-
Check out this funny video about cats: http://www.youtube.com/watch?v=IytNBm8WA1c
-
Check out this funny video about cats: http://bit.ly/hrbuTl
-
Check this out! http://bj6.fi.gd/funny/cats/video
Created
August 28, 2011 15:30
-
-
Save devongovett/1176791 to your computer and use it in GitHub Desktop.
@RobertDoroftei There is no such thing as "safe for everyone". For
example, I wouldn't be shocked at extreme furry porn. However, I would
be shocked by people failing to understand the distributed the nature
of the internet and pushing for centralized infrastructures such as
thelastshorteneryoulleverneed.com - well, what do you know. Also, this
is not about simplifying life. Being in a brainwave factory, being fed
uniform foodpaste via tubes would simplify a lot of lives - this
doesn't mean it is desirable.
On the same subject, read "Why I do not want to work at Google", a
piece by Kragen Javier Sitaker:
http://lists.canonical.org/pipermail/kragen-tol/2011-August/000938.html
On Mon, Aug 29, 2011 at 8:12 AM, RobertDoroftei
[email protected]
wrote:
@nddrylliog
wouldn't it be great to have some sort of authority: safeurl.com or something like that, that will be the place where to create a URL to share that will automatically check the URL for unwanted content and when people would see safeurl.com/?the_url everybody will know that the URL is verified by a higher authority and it is safe to click on ? that would simplify life for everyone
On Aug 29, 2011, at 12:07 AM, nddrylliog wrote:
> _sigh_
>
> @RobertDoroftei if it's *.google.com then, yes, technically-aware
> people will know it has to be googley somehow. HOWEVER, it's entirely
> possible that non-technical people will consider 9sad8f.google.com
> untrustworthy, considering they have no idea why stuff is separated by
> dots anyway, and why order matters. People are much more likely to
> ignore stuff on the right than on the left.
>
> On Sun, Aug 28, 2011 at 11:04 PM, RobertDoroftei
> ***@***.***
> wrote:
>
> > @nddrylliog
> >
> > this is not about scam, if you see 9sad8f.google.com/whatever/you/want/here probably you'll just ignore the whole string at the beginning, if the domain has weight then people are just taking for granted that it's not some trick to get into a scam of some sort.
> > ##
> >
> > Reply to this email directly or view it on GitHub:
> > https://gist.521000.best/1176791
> ##
>
> Amos Wenger
> Crafting the future of Web Audio at ofmlabs.org
> I'm @nddrylliog on GitHub
> ##
>
> Reply to this email directly or view it on GitHub:
> https://gist.521000.best/1176791
##
Reply to this email directly or view it on GitHub:
https://gist.521000.best/1176791
##
Amos Wenger
Crafting the future of Web Audio at ofmlabs.org
I'm @nddrylliog on GitHub
Sign up for free
to join this conversation on GitHub.
Already have an account?
Sign in to comment
I prefer the real URL, #1
How often do you ignore links because they use an URL shortener? I know I do, all the time, I simply assume that people using them on anything but twitter are hiding something, play with open cards if you want people to click. You cannot really provide both the shortened URL and the actual URL, since they can diverge after you present it, or due to more malicious issues, like someone presenting a link to hacker news to the client, and on the actual click provide goatse.cx, not very nice.

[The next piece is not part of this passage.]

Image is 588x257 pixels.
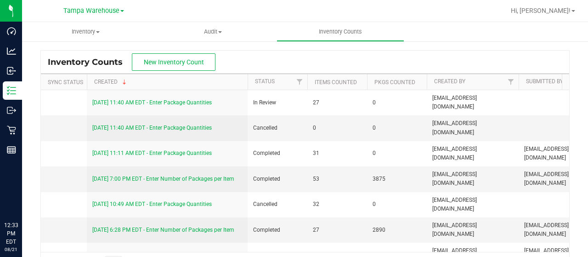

The domain is much more important than the path, it is verified to some extent, I know youtube is youtube, anyone can fake anything in the path without any technical knowledge.
Mum printing flyers might want a short url, but bit.ly/98af79 is not as typeable as mums-cookies.com/special-deal, even though it is much shorter. People might even remember it! Use nice URLs to begin with, don't try to get them via a shortener.
If you are A/B testing links to some third party, you are probably caring a bit too much about something that hardly matters. Try to improve your own pages instead of your links to someone elses.